On Monday 26 October 2025, commercial flights between India and China resumed after being suspended for more than five years. The first service, operated by Indian carrier IndiGo from Kolkata to Guangzhou, landed in southern China shortly before 4 a.m. local time. India’s government said the move would enhance “people-to-people contact” and support “gradual normalisation of bilateral exchanges.”

Why flights were halted and why now they return

Direct air links were suspended in early 2020 amid the COVID-19 pandemic and have remained off-limits even as other routes reopened. The suspension was compounded by escalating tensions after a deadly border clash in the Himalayas in 2020, where at least 20 Indian and four Chinese soldiers were killed.
The revival of flights comes amid signs of a cautious thaw between the two neighbours, driven by diplomatic engagement and shifting global alliances. Meetings between leaders of India and China earlier this year paved the way for incremental steps such as this one.

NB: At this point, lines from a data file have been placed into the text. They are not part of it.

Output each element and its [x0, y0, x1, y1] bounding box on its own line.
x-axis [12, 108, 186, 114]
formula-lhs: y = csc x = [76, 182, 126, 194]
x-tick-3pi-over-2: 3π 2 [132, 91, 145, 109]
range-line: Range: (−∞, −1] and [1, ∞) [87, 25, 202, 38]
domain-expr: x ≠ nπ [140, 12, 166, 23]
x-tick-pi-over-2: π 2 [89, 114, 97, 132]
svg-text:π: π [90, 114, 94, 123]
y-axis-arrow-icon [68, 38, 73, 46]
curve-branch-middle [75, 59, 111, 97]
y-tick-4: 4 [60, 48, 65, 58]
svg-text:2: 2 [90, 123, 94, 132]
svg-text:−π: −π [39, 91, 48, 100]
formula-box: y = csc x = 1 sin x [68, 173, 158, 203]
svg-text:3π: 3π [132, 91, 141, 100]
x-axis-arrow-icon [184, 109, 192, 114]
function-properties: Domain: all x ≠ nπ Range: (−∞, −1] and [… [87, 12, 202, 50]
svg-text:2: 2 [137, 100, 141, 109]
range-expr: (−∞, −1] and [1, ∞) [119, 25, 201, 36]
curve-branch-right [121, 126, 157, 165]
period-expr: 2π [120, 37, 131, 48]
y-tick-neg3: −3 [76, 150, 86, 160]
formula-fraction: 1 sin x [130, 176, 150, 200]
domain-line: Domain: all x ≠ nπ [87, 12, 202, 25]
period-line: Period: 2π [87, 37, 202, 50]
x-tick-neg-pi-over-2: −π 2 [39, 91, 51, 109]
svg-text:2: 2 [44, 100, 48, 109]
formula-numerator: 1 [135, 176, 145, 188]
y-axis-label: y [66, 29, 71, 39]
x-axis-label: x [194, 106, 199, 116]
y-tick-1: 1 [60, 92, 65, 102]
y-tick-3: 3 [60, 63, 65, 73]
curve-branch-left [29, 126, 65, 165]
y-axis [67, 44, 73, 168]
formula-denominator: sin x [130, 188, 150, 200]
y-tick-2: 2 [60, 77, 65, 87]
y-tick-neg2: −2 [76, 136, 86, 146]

What the resumed connectivity means

  • Trade and business: The direct route between Kolkata and Guangzhou cuts transfer time and simplifies logistics for companies working across the two markets. Business travellers onboard described the journey as “smooth and easy”.
  • Tourism and cultural exchange: With direct flights back, tourism flows and cultural links have a better platform for recovery. Residents with family or business links on the other side welcomed the move.
  • Symbolic diplomacy: The reinstatement serves as a visible signal of improved relations and a step toward de-escalation in the bilateral narrative. While structural issues remain, this signals movement.

The caveats: rivalries remain

Despite the positive optics, significant long-term challenges persist:

  • The two countries continue to contest a 3,500-kilometre disputed border that has seen repeated standoffs.
  • India still maintains restrictions on Chinese investments and banned hundreds of Chinese apps in the years after the border clash.
  • Analysts caution that while aviation connectivity has been restored, deeper institutional trust and strategic alignment are far from settled.

What to watch next

  • Whether more routes are added: services from New Delhi to Shanghai and Guangzhou are expected to begin in November.
  • Whether the flight resumption is followed by broader measures: visa relaxations, business investment drives and cultural exchanges.
  • The impact on regional diplomacy: how this step plays into India’s dealings with other powers (US, Japan) and China’s ambitions in Asia.

The takeaway

Resuming direct air links after more than half a decade is a meaningful milestone in India-China relations. It doesn’t erase the strategic tensions or border disputes, but it opens up a path toward practical engagement. In a region shaped by competition and confrontation, this seemingly small gesture may help lubricate harder diplomatic nuts ahead.